NASA currently tracks roughly 30,000 near-Earth objects. About 95% of the large ones, the kilometer-plus civilization-enders, are catalogued. That sounds reassuring until you ask about the mid-size range: objects between 140 meters and 1 kilometer. Those are the ones that could level a city, trigger a regional catastrophe, or, if they hit water, send a tsunami across an ocean basin. Detection coverage there is thin. The teams doing this work are not failing; they are underfunded.

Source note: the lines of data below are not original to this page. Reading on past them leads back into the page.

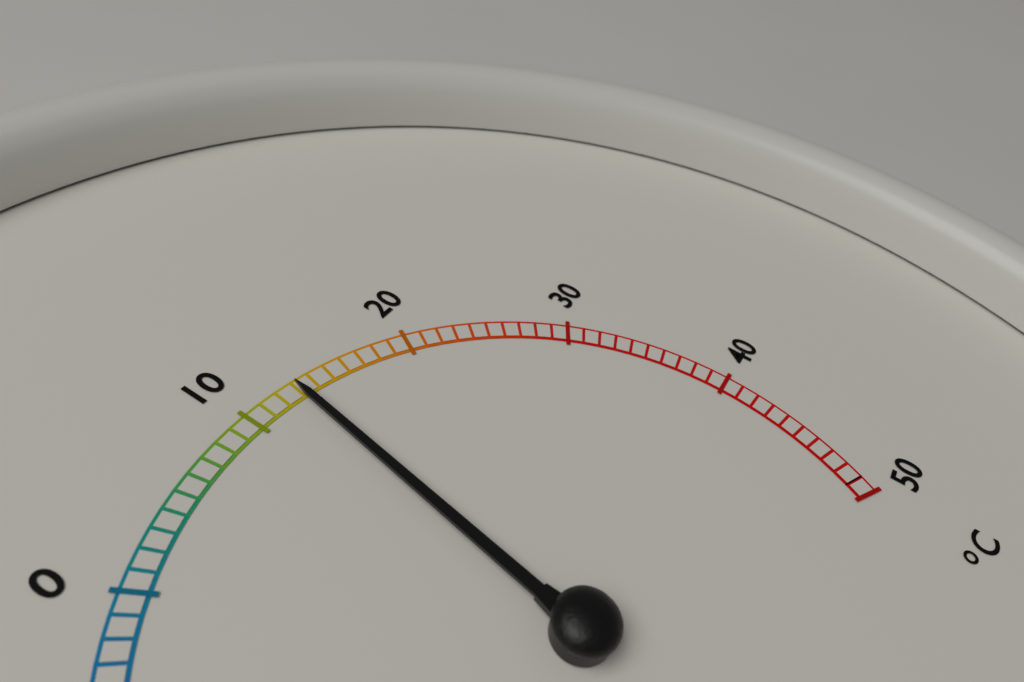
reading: 13 °C
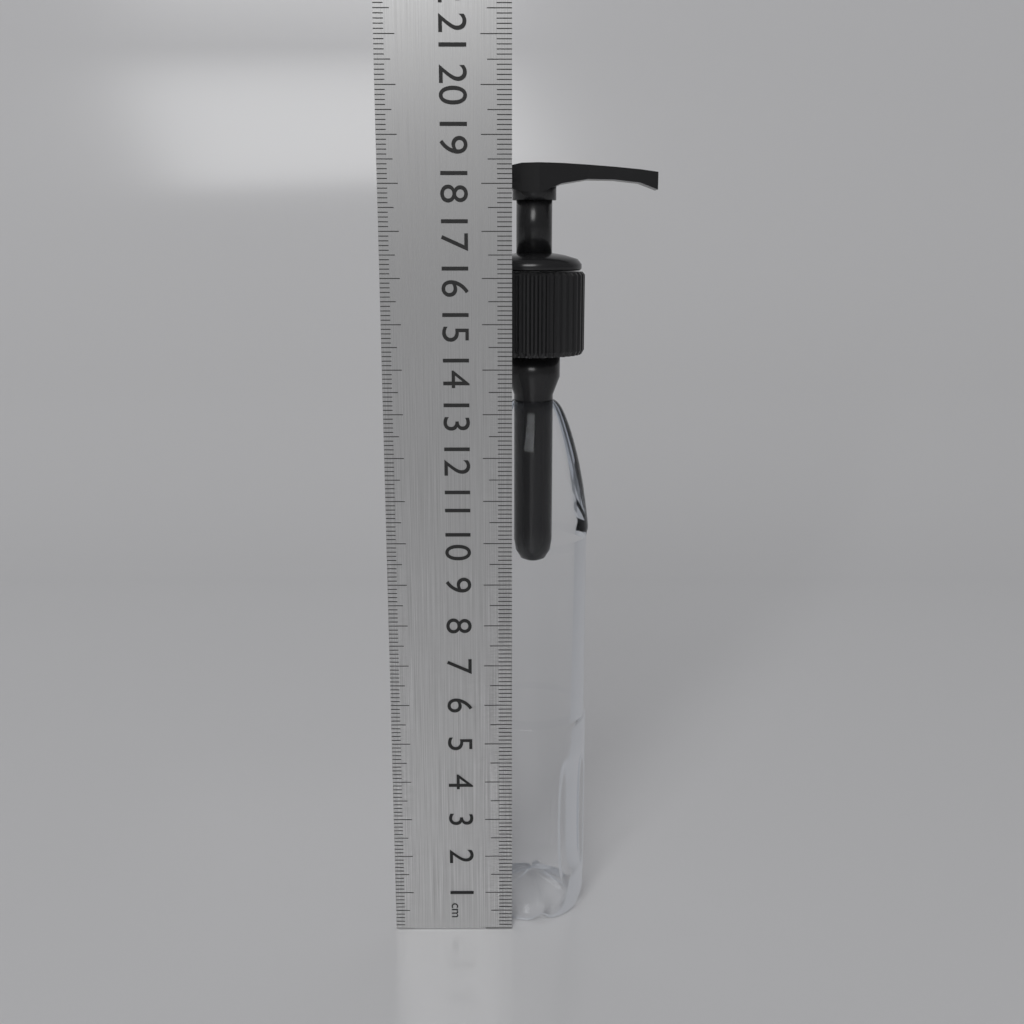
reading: 18.5 cm
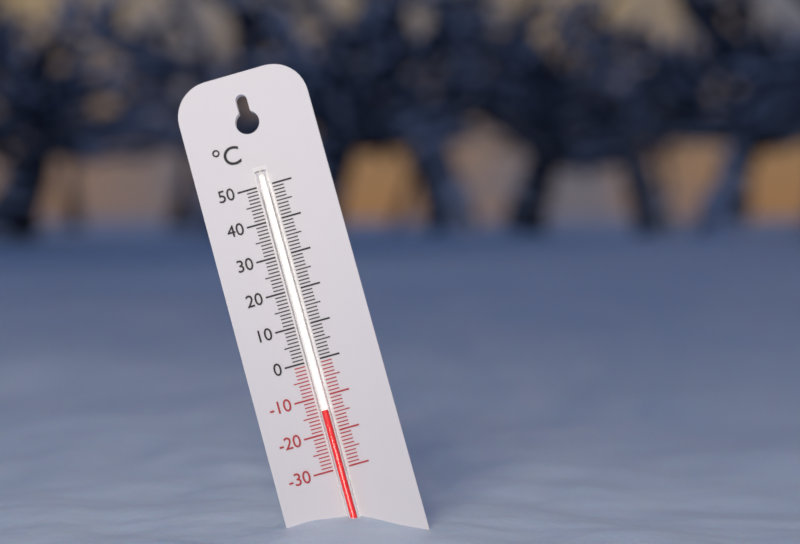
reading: -14 °C
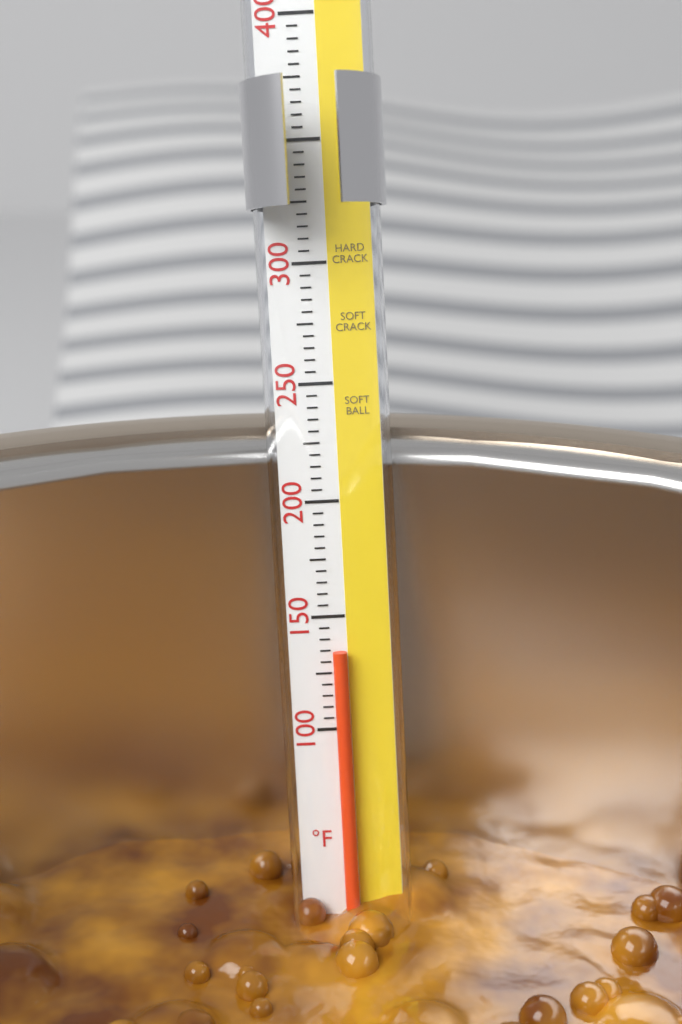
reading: 135 °F
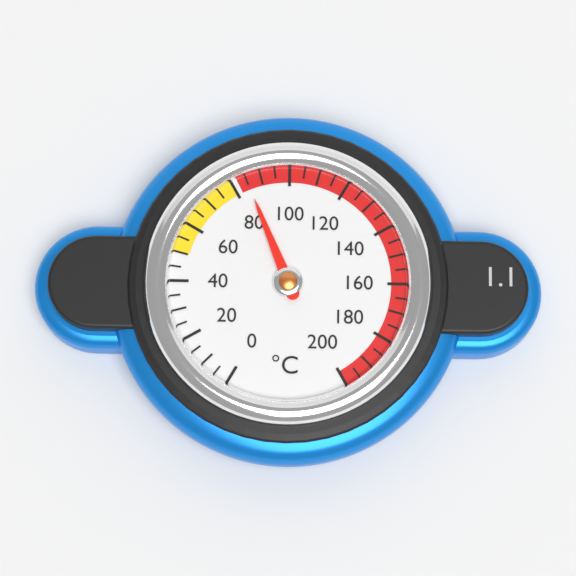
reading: 85 °C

The Telescope That Changes the Math
NEO Surveyor is NASA's answer. An infrared space telescope designed to find mid-size threats that ground-based observatories miss, it can boost detection of objects in that dangerous middle range by roughly 10 times compared to current capability. Launch is scheduled for around 2028. NASA's FY2027 planetary defense budget request is $278 million, which covers NEO Surveyor development and operations. For context, that is less than 4% of NASA's total science budget, competing against programs like Mars Sample Return, which carries an estimated $11 billion price tag.
I will grant the skeptics one fair point: Silverpit is ancient history. An impact millions of years old does not tell us anything about what is inbound next Tuesday. The 2024 YR4 scare resolved cleanly in March 2026 when NASA confirmed it will not hit the Moon in 2032. The system worked.
But "the system worked" on a known object. The problem is the objects we have not found yet. Silverpit was not in any catalog. It was under the ocean floor. The lesson from that crater is not that ancient impacts happen; it is that detection has always lagged behind reality, and we keep discovering that lag after the fact.
What the Engineers Are Actually Asking For
The DART mission in 2022 proved we can move an asteroid. The Hera mission in 2024 followed up to measure exactly how well. The deflection side of planetary defense is in genuinely good shape. The detection side is where the gap lives, and NEO Surveyor closes it. The engineers at JPL and the teams building the instrument have done their part. The telescope design exists. The launch window exists. What does not yet exist is a locked FY2027 appropriation.
Congress will finalize FY2027 spending by October 2026. That is the deadline that actually matters here, not the crater confirmation date, not the YR4 resolution. Six months for the planetary defense community to make the case that $278 million is not a luxury line item.
Silverpit gives them a concrete argument. An asteroid hit near England hard enough to leave a crater 3 kilometers wide, and humanity did not know about it until scientists drilled into the seafloor and found shocked quartz. We got lucky that one happened millions of years ago. NEO Surveyor is how we stop relying on luck.
Fund the telescope. The engineering is done. The only remaining variable is whether Congress treats planetary defense like the infrastructure problem it actually is.